On 13/11/15 03:12, David Grayson wrote:
> On Thu, Nov 12, 2015 at 1:28 AM, Allan McRae <[email protected]> wrote:
>>> This does not catch bad variables in the package() arrays.
>
> Thank you for the feedback, Allan! I forgot that variables can be redefined
> in the package() function and could be defined to bad types at that time.

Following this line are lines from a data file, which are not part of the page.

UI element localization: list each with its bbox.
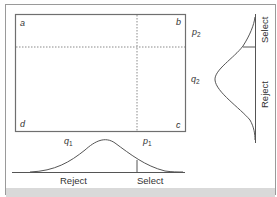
corner-label-c: c xyxy=(176,120,181,130)
bottom-select-label: Select xyxy=(137,175,164,186)
selection-diagram: a b c d p2 q2 q1 p1 Reject Select Select… xyxy=(0,0,277,197)
outer-frame xyxy=(6,5,276,195)
corner-label-a: a xyxy=(20,18,25,28)
bottom-band xyxy=(6,188,275,197)
right-reject-label: Reject xyxy=(259,81,270,108)
diagram-canvas: a b c d p2 q2 q1 p1 Reject Select Select… xyxy=(0,0,277,197)
bottom-reject-label: Reject xyxy=(60,175,87,186)
right-select-label: Select xyxy=(259,16,270,43)
corner-label-b: b xyxy=(176,17,181,27)
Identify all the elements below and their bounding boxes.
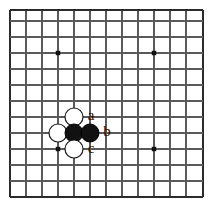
- star-point-top-left: [56, 51, 60, 55]
- label-b: b: [103, 123, 111, 139]
- black-stone-left: [65, 124, 83, 142]
- white-stone-bottom: [65, 140, 83, 158]
- go-board-canvas: abc: [0, 0, 220, 216]
- white-stone-top: [65, 108, 83, 126]
- label-c: c: [88, 140, 95, 156]
- go-board-diagram: abc: [0, 0, 220, 216]
- label-a: a: [88, 107, 95, 123]
- board-grid: [10, 10, 203, 197]
- black-stone-right: [81, 124, 99, 142]
- white-stone-left: [49, 124, 67, 142]
- star-point-top-right: [152, 51, 156, 55]
- star-point-bottom-left: [56, 147, 60, 151]
- star-point-bottom-right: [152, 147, 156, 151]
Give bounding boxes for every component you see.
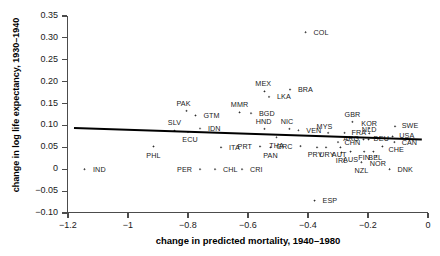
y-tick-label: −0.05: [12, 185, 58, 195]
y-tick-label: 0.35: [12, 10, 58, 20]
y-tick-label: 0.05: [12, 141, 58, 151]
y-tick-label: 0.30: [12, 32, 58, 42]
data-point-marker: [316, 146, 319, 149]
data-point-label: PRT: [238, 142, 253, 151]
data-point-label: SLV: [168, 118, 181, 127]
y-tick-mark: [62, 169, 67, 170]
x-tick-label: −1: [108, 220, 148, 230]
y-tick-label: −0.10: [12, 207, 58, 217]
x-tick-label: 0: [408, 220, 440, 230]
data-point-marker: [268, 95, 271, 98]
data-point-label: DNK: [398, 165, 413, 174]
data-point-label: NIC: [281, 117, 294, 126]
data-point-marker: [152, 145, 155, 148]
data-point-label: AUS: [343, 155, 358, 164]
data-point-marker: [388, 168, 391, 171]
data-point-marker: [394, 125, 397, 128]
x-tick-mark: [367, 213, 368, 218]
data-point-marker: [360, 161, 363, 164]
data-point-label: PER: [177, 165, 192, 174]
data-point-label: GBR: [344, 110, 360, 119]
x-axis-title: change in predicted mortality, 1940–1980: [68, 235, 428, 246]
data-point-label: MMR: [231, 100, 248, 109]
y-tick-label: 0: [12, 163, 58, 173]
data-point-marker: [375, 155, 378, 158]
y-tick-label: 0.20: [12, 76, 58, 86]
data-point-marker: [351, 120, 354, 123]
x-tick-label: −0.2: [348, 220, 388, 230]
data-point-label: KOR: [361, 119, 377, 128]
y-axis-line: [67, 16, 68, 213]
data-point-marker: [194, 114, 197, 117]
data-point-label: HND: [256, 117, 272, 126]
data-point-marker: [393, 141, 396, 144]
x-tick-mark: [127, 213, 128, 218]
data-point-marker: [185, 109, 188, 112]
data-point-label: MEX: [255, 79, 271, 88]
data-point-label: GRC: [276, 142, 292, 151]
y-tick-mark: [62, 103, 67, 104]
y-tick-mark: [62, 81, 67, 82]
scatter-plot-figure: change in log life expectancy, 1930–1940…: [0, 0, 440, 256]
y-tick-mark: [62, 125, 67, 126]
y-tick-label: 0.10: [12, 119, 58, 129]
y-tick-label: 0.25: [12, 54, 58, 64]
data-point-label: CRI: [250, 165, 263, 174]
data-point-marker: [199, 127, 202, 130]
data-point-marker: [339, 146, 342, 149]
data-point-marker: [299, 145, 302, 148]
x-tick-mark: [427, 213, 428, 218]
x-tick-label: −0.8: [168, 220, 208, 230]
data-point-marker: [327, 131, 330, 134]
data-point-marker: [313, 199, 316, 202]
y-tick-label: 0.15: [12, 98, 58, 108]
data-point-marker: [199, 168, 202, 171]
data-point-label: GTM: [203, 111, 219, 120]
data-point-label: ESP: [323, 196, 338, 205]
data-point-marker: [263, 90, 266, 93]
x-tick-mark: [307, 213, 308, 218]
y-tick-mark: [62, 191, 67, 192]
data-point-marker: [289, 88, 292, 91]
y-tick-mark: [62, 212, 67, 213]
data-point-label: PHL: [146, 151, 160, 160]
data-point-marker: [337, 141, 340, 144]
x-tick-mark: [187, 213, 188, 218]
data-point-marker: [349, 150, 352, 153]
data-point-marker: [275, 136, 278, 139]
data-point-label: NZL: [354, 166, 368, 175]
data-point-label: IND: [93, 165, 106, 174]
data-point-marker: [304, 31, 307, 34]
y-tick-mark: [62, 15, 67, 16]
data-point-label: LKA: [277, 92, 291, 101]
data-point-marker: [263, 127, 266, 130]
data-point-marker: [288, 127, 291, 130]
y-tick-mark: [62, 59, 67, 60]
data-point-label: SWE: [402, 121, 419, 130]
y-tick-mark: [62, 147, 67, 148]
data-point-label: NOR: [370, 159, 386, 168]
data-point-label: ECU: [182, 135, 197, 144]
data-point-marker: [83, 168, 86, 171]
data-point-marker: [238, 111, 241, 114]
data-point-label: COL: [314, 28, 329, 37]
x-tick-label: −1.2: [48, 220, 88, 230]
data-point-label: PAN: [263, 151, 278, 160]
y-tick-mark: [62, 37, 67, 38]
x-tick-label: −0.4: [288, 220, 328, 230]
data-point-marker: [325, 146, 328, 149]
data-point-marker: [340, 151, 343, 154]
data-point-label: BRA: [298, 85, 313, 94]
data-point-marker: [250, 112, 253, 115]
x-tick-mark: [67, 213, 68, 218]
data-point-marker: [259, 145, 262, 148]
x-tick-mark: [247, 213, 248, 218]
x-tick-label: −0.6: [228, 220, 268, 230]
data-point-marker: [241, 168, 244, 171]
data-point-marker: [214, 168, 217, 171]
data-point-marker: [297, 129, 300, 132]
data-point-label: MYS: [317, 122, 333, 131]
data-point-label: CHL: [223, 165, 238, 174]
data-point-marker: [381, 145, 384, 148]
data-point-marker: [220, 146, 223, 149]
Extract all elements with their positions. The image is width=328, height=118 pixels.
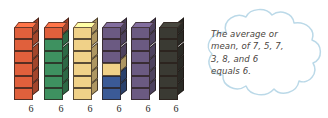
unit-cube bbox=[73, 88, 92, 100]
unit-cube bbox=[159, 76, 178, 88]
unit-cube bbox=[73, 27, 92, 39]
unit-cube bbox=[159, 51, 178, 63]
cube-front-face bbox=[102, 39, 121, 51]
cube-side-face bbox=[121, 79, 127, 96]
tower-6-label: 6 bbox=[164, 104, 189, 114]
cube-front-face bbox=[159, 63, 178, 75]
cube-front-face bbox=[44, 27, 63, 39]
tower-3: 6 bbox=[73, 27, 105, 114]
cube-front-face bbox=[131, 63, 150, 75]
cube-front-face bbox=[73, 76, 92, 88]
unit-cube bbox=[73, 39, 92, 51]
thought-cloud-text: The average or mean, of 7, 5, 7, 3, 8, a… bbox=[211, 28, 311, 78]
cube-front-face bbox=[44, 63, 63, 75]
unit-cube bbox=[131, 51, 150, 63]
diagram-canvas: 666666 The average or mean, of 7, 5, 7, … bbox=[0, 0, 328, 118]
cube-side-face bbox=[63, 79, 69, 96]
tower-2-stack bbox=[44, 27, 76, 100]
unit-cube bbox=[44, 39, 63, 51]
cube-front-face bbox=[131, 39, 150, 51]
unit-cube bbox=[102, 76, 121, 88]
unit-cube bbox=[159, 27, 178, 39]
tower-6-stack bbox=[159, 27, 191, 100]
unit-cube bbox=[131, 63, 150, 75]
unit-cube bbox=[73, 63, 92, 75]
cube-front-face bbox=[73, 88, 92, 100]
unit-cube bbox=[131, 88, 150, 100]
cube-front-face bbox=[159, 27, 178, 39]
cube-front-face bbox=[44, 51, 63, 63]
tower-1-label: 6 bbox=[19, 104, 44, 114]
unit-cube bbox=[159, 88, 178, 100]
tower-4-label: 6 bbox=[107, 104, 132, 114]
unit-cube bbox=[14, 76, 33, 88]
tower-5-label: 6 bbox=[136, 104, 161, 114]
cube-front-face bbox=[73, 51, 92, 63]
unit-cube bbox=[102, 63, 121, 75]
cube-front-face bbox=[159, 88, 178, 100]
unit-cube bbox=[14, 88, 33, 100]
tower-3-stack bbox=[73, 27, 105, 100]
unit-cube bbox=[44, 88, 63, 100]
unit-cube bbox=[131, 39, 150, 51]
unit-cube bbox=[102, 88, 121, 100]
cube-towers-group: 666666 bbox=[0, 0, 195, 118]
unit-cube bbox=[14, 39, 33, 51]
cube-front-face bbox=[102, 88, 121, 100]
unit-cube bbox=[73, 51, 92, 63]
unit-cube bbox=[73, 76, 92, 88]
cube-front-face bbox=[102, 63, 121, 75]
cloud-line-2: mean, of 7, 5, 7, bbox=[211, 40, 311, 52]
cube-front-face bbox=[159, 39, 178, 51]
cloud-line-3: 3, 8, and 6 bbox=[211, 53, 311, 65]
unit-cube bbox=[159, 63, 178, 75]
cloud-line-1: The average or bbox=[211, 28, 311, 40]
cube-front-face bbox=[159, 51, 178, 63]
unit-cube bbox=[102, 39, 121, 51]
cube-front-face bbox=[14, 76, 33, 88]
thought-cloud: The average or mean, of 7, 5, 7, 3, 8, a… bbox=[196, 6, 326, 106]
cube-front-face bbox=[131, 76, 150, 88]
cube-side-face bbox=[150, 79, 156, 96]
cube-front-face bbox=[14, 27, 33, 39]
unit-cube bbox=[44, 63, 63, 75]
unit-cube bbox=[14, 51, 33, 63]
cube-front-face bbox=[44, 88, 63, 100]
unit-cube bbox=[102, 51, 121, 63]
cube-front-face bbox=[14, 88, 33, 100]
cube-front-face bbox=[73, 63, 92, 75]
cube-front-face bbox=[131, 51, 150, 63]
cube-front-face bbox=[102, 76, 121, 88]
cube-front-face bbox=[44, 39, 63, 51]
unit-cube bbox=[131, 27, 150, 39]
cube-side-face bbox=[33, 79, 39, 96]
unit-cube bbox=[44, 76, 63, 88]
cube-front-face bbox=[73, 27, 92, 39]
unit-cube bbox=[159, 39, 178, 51]
cube-front-face bbox=[73, 39, 92, 51]
unit-cube bbox=[131, 76, 150, 88]
tower-1: 6 bbox=[14, 27, 46, 114]
unit-cube bbox=[14, 63, 33, 75]
cube-side-face bbox=[92, 79, 98, 96]
unit-cube bbox=[102, 27, 121, 39]
cube-front-face bbox=[44, 76, 63, 88]
tower-6: 6 bbox=[159, 27, 191, 114]
cube-front-face bbox=[159, 76, 178, 88]
cube-front-face bbox=[131, 27, 150, 39]
cube-front-face bbox=[14, 51, 33, 63]
unit-cube bbox=[44, 51, 63, 63]
tower-1-stack bbox=[14, 27, 46, 100]
tower-3-label: 6 bbox=[78, 104, 103, 114]
cube-side-face bbox=[178, 79, 184, 96]
unit-cube bbox=[44, 27, 63, 39]
tower-2-label: 6 bbox=[49, 104, 74, 114]
tower-4: 6 bbox=[102, 27, 134, 114]
cube-front-face bbox=[14, 63, 33, 75]
cube-front-face bbox=[14, 39, 33, 51]
unit-cube bbox=[14, 27, 33, 39]
cube-front-face bbox=[131, 88, 150, 100]
cube-front-face bbox=[102, 51, 121, 63]
cube-front-face bbox=[102, 27, 121, 39]
tower-2: 6 bbox=[44, 27, 76, 114]
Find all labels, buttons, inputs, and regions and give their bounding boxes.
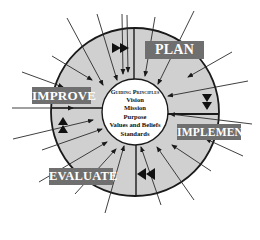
phase-label-implement: IMPLEMENT	[177, 124, 241, 140]
principle-mission: Mission	[100, 104, 170, 112]
principle-vision: Vision	[100, 96, 170, 104]
phase-label-evaluate: EVALUATE	[49, 168, 113, 185]
principle-purpose: Purpose	[100, 113, 170, 121]
phase-label-improve: IMPROVE	[32, 87, 91, 104]
guiding-principles-title: Guiding Principles	[100, 87, 170, 96]
principle-standards: Standards	[100, 130, 170, 138]
principle-values-beliefs: Values and Beliefs	[100, 121, 170, 129]
guiding-principles-text: Guiding Principles Vision Mission Purpos…	[100, 87, 170, 138]
phase-label-plan: PLAN	[145, 41, 204, 59]
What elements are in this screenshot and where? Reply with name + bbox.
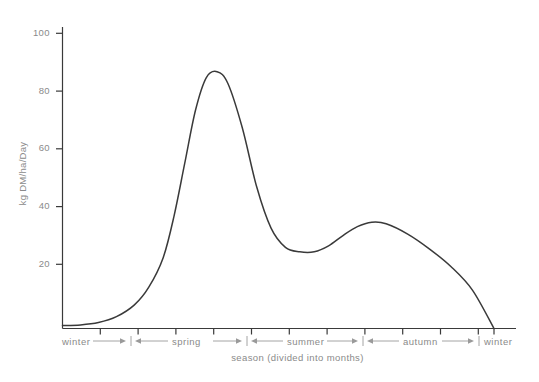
x-axis-caption-text: season (divided into months) bbox=[231, 352, 364, 363]
y-ticks-group bbox=[56, 33, 63, 264]
season-label-winter-end: winter bbox=[484, 336, 512, 347]
season-label-spring: spring bbox=[172, 336, 201, 347]
x-axis-caption: season (divided into months) bbox=[0, 352, 539, 363]
season-label-winter: winter bbox=[62, 336, 90, 347]
y-tick-label-100: 100 bbox=[22, 27, 50, 38]
season-label-summer: summer bbox=[287, 336, 324, 347]
growth-rate-curve bbox=[63, 71, 495, 328]
y-tick-label-20: 20 bbox=[22, 258, 50, 269]
y-tick-label-80: 80 bbox=[22, 85, 50, 96]
axes-group bbox=[63, 27, 517, 329]
grass-growth-chart: 100 80 60 40 20 kg DM/ha/Day winter spri… bbox=[0, 0, 539, 382]
plot-area bbox=[0, 0, 539, 382]
x-ticks-group bbox=[100, 329, 494, 335]
season-arrow-spring-head-right bbox=[236, 338, 242, 344]
season-arrow-summer-head-right bbox=[352, 338, 358, 344]
y-axis-title: kg DM/ha/Day bbox=[17, 129, 28, 219]
season-arrow-winter-head bbox=[120, 338, 126, 344]
season-arrow-autumn-head-right bbox=[468, 338, 474, 344]
season-label-autumn: autumn bbox=[403, 336, 438, 347]
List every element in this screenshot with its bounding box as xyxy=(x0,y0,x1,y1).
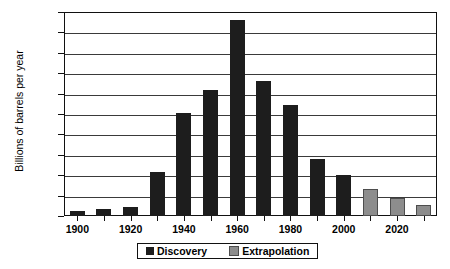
x-tick-1990 xyxy=(317,216,318,221)
bar-discovery-1990 xyxy=(310,159,325,216)
x-tick-1940 xyxy=(184,216,185,221)
x-tick-1950 xyxy=(211,216,212,221)
x-tick-1910 xyxy=(104,216,105,221)
bar-discovery-1940 xyxy=(176,113,191,216)
x-label-2020: 2020 xyxy=(377,223,417,235)
bar-discovery-1910 xyxy=(96,209,111,216)
bar-extrapolation-2020 xyxy=(390,198,405,216)
x-label-1900: 1900 xyxy=(57,223,97,235)
x-tick-2000 xyxy=(344,216,345,221)
x-label-1940: 1940 xyxy=(164,223,204,235)
x-label-1920: 1920 xyxy=(111,223,151,235)
legend-item-extrapolation: Extrapolation xyxy=(229,246,309,257)
bar-discovery-1950 xyxy=(203,90,218,216)
x-tick-1960 xyxy=(237,216,238,221)
chart-legend: Discovery Extrapolation xyxy=(137,243,318,259)
bar-discovery-2000 xyxy=(336,175,351,216)
x-tick-1980 xyxy=(290,216,291,221)
x-label-1960: 1960 xyxy=(217,223,257,235)
x-tick-1930 xyxy=(157,216,158,221)
y-axis-title: Billions of barrels per year xyxy=(13,6,25,216)
y-tick-0 xyxy=(58,216,64,217)
legend-label-extrapolation: Extrapolation xyxy=(242,246,309,257)
x-tick-2030 xyxy=(424,216,425,221)
x-tick-2020 xyxy=(397,216,398,221)
x-tick-2010 xyxy=(370,216,371,221)
bar-extrapolation-2030 xyxy=(416,205,431,216)
legend-item-discovery: Discovery xyxy=(146,246,207,257)
bar-extrapolation-2010 xyxy=(363,189,378,216)
bars-layer xyxy=(64,12,437,216)
extrapolation-swatch-icon xyxy=(229,246,239,256)
x-label-2000: 2000 xyxy=(324,223,364,235)
bar-discovery-1960 xyxy=(230,20,245,216)
bar-discovery-1930 xyxy=(150,172,165,216)
discovery-swatch-icon xyxy=(146,247,154,255)
bar-discovery-1920 xyxy=(123,207,138,216)
bar-discovery-1970 xyxy=(256,81,271,216)
x-tick-1920 xyxy=(131,216,132,221)
bar-discovery-1980 xyxy=(283,105,298,216)
legend-label-discovery: Discovery xyxy=(157,246,207,257)
oil-discovery-bar-chart: Billions of barrels per year 05010015020… xyxy=(0,0,450,269)
x-label-1980: 1980 xyxy=(270,223,310,235)
x-tick-1900 xyxy=(77,216,78,221)
x-tick-1970 xyxy=(264,216,265,221)
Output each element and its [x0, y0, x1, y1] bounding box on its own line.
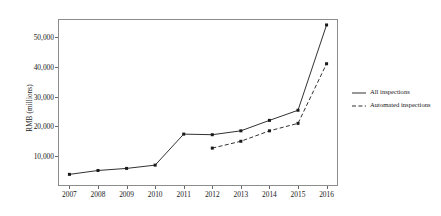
y-tick-label: 40,000 — [34, 62, 54, 71]
x-tick-mark — [98, 186, 99, 189]
data-point-marker — [211, 133, 214, 136]
data-point-marker — [125, 167, 128, 170]
solid-line-icon — [352, 89, 366, 97]
data-point-marker — [239, 129, 242, 132]
line-chart: RMB (millions) 10,00020,00030,00040,0005… — [0, 0, 441, 216]
x-tick-mark — [327, 186, 328, 189]
x-tick-label: 2016 — [319, 190, 334, 199]
legend-label: Automated inspections — [370, 102, 431, 109]
data-point-marker — [297, 109, 300, 112]
data-point-marker — [154, 164, 157, 167]
data-point-marker — [325, 62, 328, 65]
x-tick-mark — [155, 186, 156, 189]
chart-legend: All inspectionsAutomated inspections — [352, 86, 438, 112]
legend-label: All inspections — [370, 89, 410, 96]
x-tick-mark — [184, 186, 185, 189]
y-tick-label: 50,000 — [34, 32, 54, 41]
x-tick-mark — [127, 186, 128, 189]
x-tick-label: 2014 — [262, 190, 277, 199]
plot-series-layer — [58, 19, 338, 186]
y-tick-label: 30,000 — [34, 92, 54, 101]
legend-item-1[interactable]: All inspections — [352, 86, 438, 99]
x-tick-label: 2008 — [91, 190, 106, 199]
data-point-marker — [97, 169, 100, 172]
y-tick-label: 10,000 — [34, 152, 54, 161]
data-point-marker — [239, 140, 242, 143]
data-point-marker — [182, 133, 185, 136]
data-point-marker — [68, 173, 71, 176]
data-point-marker — [268, 129, 271, 132]
x-tick-label: 2009 — [119, 190, 134, 199]
x-tick-label: 2007 — [62, 190, 77, 199]
y-tick-label: 20,000 — [34, 122, 54, 131]
x-tick-mark — [69, 186, 70, 189]
x-tick-label: 2010 — [148, 190, 163, 199]
x-tick-mark — [298, 186, 299, 189]
legend-item-2[interactable]: Automated inspections — [352, 99, 438, 112]
data-point-marker — [211, 147, 214, 150]
x-tick-label: 2012 — [205, 190, 220, 199]
series-line-1 — [69, 25, 326, 174]
x-tick-label: 2015 — [291, 190, 306, 199]
y-axis-ticks: 10,00020,00030,00040,00050,000 — [20, 0, 54, 216]
x-tick-mark — [269, 186, 270, 189]
data-point-marker — [325, 23, 328, 26]
x-tick-label: 2013 — [233, 190, 248, 199]
x-tick-label: 2011 — [176, 190, 191, 199]
x-tick-mark — [241, 186, 242, 189]
dashed-line-icon — [352, 102, 366, 110]
x-tick-mark — [212, 186, 213, 189]
data-point-marker — [297, 122, 300, 125]
data-point-marker — [268, 119, 271, 122]
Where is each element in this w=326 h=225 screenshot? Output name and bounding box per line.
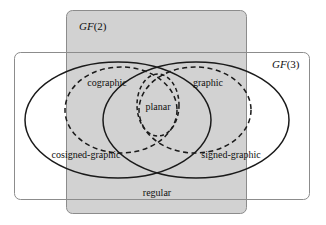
venn-diagram-figure: GF(2) GF(3) cographic graphic planar cos… xyxy=(0,0,326,225)
label-planar: planar xyxy=(146,101,172,112)
venn-diagram-canvas: GF(2) GF(3) cographic graphic planar cos… xyxy=(0,0,326,225)
label-cosigned-graphic: cosigned-graphic xyxy=(52,149,121,160)
label-graphic: graphic xyxy=(193,77,224,88)
label-gf2-arg: (2) xyxy=(94,20,107,33)
label-gf3-arg: (3) xyxy=(287,58,300,71)
label-gf2-prefix: GF xyxy=(79,20,94,32)
label-signed-graphic: signed-graphic xyxy=(201,149,261,160)
label-cographic: cographic xyxy=(87,77,127,88)
label-gf3-prefix: GF xyxy=(272,58,287,70)
region-rect-gf2 xyxy=(67,11,247,214)
label-regular: regular xyxy=(143,187,172,198)
label-gf2: GF(2) xyxy=(79,20,107,33)
label-gf3: GF(3) xyxy=(272,58,300,71)
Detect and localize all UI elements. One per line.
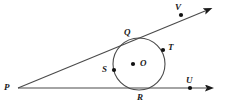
point-label-s: S xyxy=(102,65,107,74)
circle-o xyxy=(113,38,165,90)
point-label-o: O xyxy=(140,59,147,68)
point-label-v: V xyxy=(175,3,181,12)
point-label-u: U xyxy=(186,76,193,85)
point-dot-o xyxy=(131,62,135,66)
point-dot-s xyxy=(112,68,116,72)
point-label-r: R xyxy=(137,93,143,102)
diagram-canvas xyxy=(0,0,228,107)
point-label-p: P xyxy=(4,83,10,92)
point-dot-t xyxy=(161,48,165,52)
point-dot-v xyxy=(179,13,183,17)
point-dot-u xyxy=(188,86,192,90)
geometry-figure: P Q V T S O R U xyxy=(0,0,228,107)
point-label-q: Q xyxy=(124,28,131,37)
ray-pv xyxy=(18,11,205,88)
point-label-t: T xyxy=(168,43,174,52)
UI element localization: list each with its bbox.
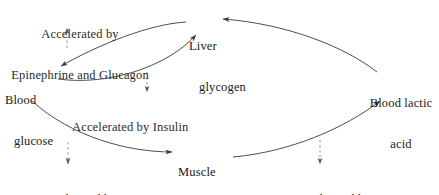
annotation-epinephrine-glucagon-line2: Epinephrine and Glucagon [11, 69, 149, 83]
annotation-epinephrine-muscle: Accelerated by Epinephrine [293, 166, 370, 195]
node-liver-glycogen: Liver glycogen [189, 13, 246, 121]
node-blood-lactic-acid-line2: acid [370, 138, 433, 152]
node-liver-glycogen-line2: glycogen [189, 81, 246, 95]
node-blood-lactic-acid: Blood lactic acid [370, 70, 433, 178]
annotation-epinephrine-glucagon: Accelerated by Epinephrine and Glucagon [11, 1, 149, 109]
annotation-insulin-liver-line1: Accelerated by Insulin [72, 121, 188, 135]
node-liver-glycogen-line1: Liver [189, 40, 246, 54]
arrow-blood-lactic-acid-to-liver-glycogen [223, 19, 377, 72]
annotation-insulin-muscle: Accelerated by Insulin [39, 166, 116, 195]
node-muscle-glycogen-line1: Muscle [178, 166, 233, 180]
node-blood-glucose-line2: glucose [5, 135, 53, 149]
annotation-epinephrine-glucagon-line1: Accelerated by [11, 28, 149, 42]
annotation-insulin-muscle-line1: Accelerated by [39, 193, 116, 195]
annotation-epinephrine-muscle-line1: Accelerated by [293, 193, 370, 195]
annotation-insulin-liver: Accelerated by Insulin [72, 94, 188, 162]
node-blood-lactic-acid-line1: Blood lactic [370, 97, 433, 111]
diagram-canvas: Blood glucose Liver glycogen Blood lacti… [0, 0, 439, 195]
arrow-muscle-glycogen-to-blood-lactic-acid [233, 101, 380, 157]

> How about we use my original patch but add a call to lint_variable right
> after package (or similar) is called? (Also I should fix it to use tabs as
> indentation.) The downside is that someone might build a giant package and
> then later find out that it fails linting at the very last step, but I think
> they could use "pacman --repackage" if they want to save time, and I think
> they would also forgive you for not catching errors in code that has not
> executed yet.
>
> If that sounds good to you, I will work on a new patch that does that.
>
Nope - erroring out during package() is a bad idea. These errors need
to be detected at the start.
Note there is code for extracting features from the PKGBUILD used to
make .SRCINFO files already there. It has issues when arrays are not
arrays etc, which is why I added this check. Anyway, maybe we can
utilize that instead.
>
>> + if grep -q -e "^[[:space:]]*$i=[^(]" -e
>> "^[[:space:]]*$i+=[^(]" "$BUILDSCRIPT"; then
>
> Your patch violate's pacman's 80-character line length convention, and it got
> wrapped by your mail client. I tested your new patch, and it does fix the
> bugs I was complaining about in my original message, but there are still
> false positives and false negatives.
>
> False positives:
>
> make \
> arch=${_arch}
>
> False negative:
>
> eval lic""ense=bad
>
> Of course, these are contrived cases that I made up.
I'm sure that last one is genuine! I'm not too worried about the false
negative, but any false positive is an issue.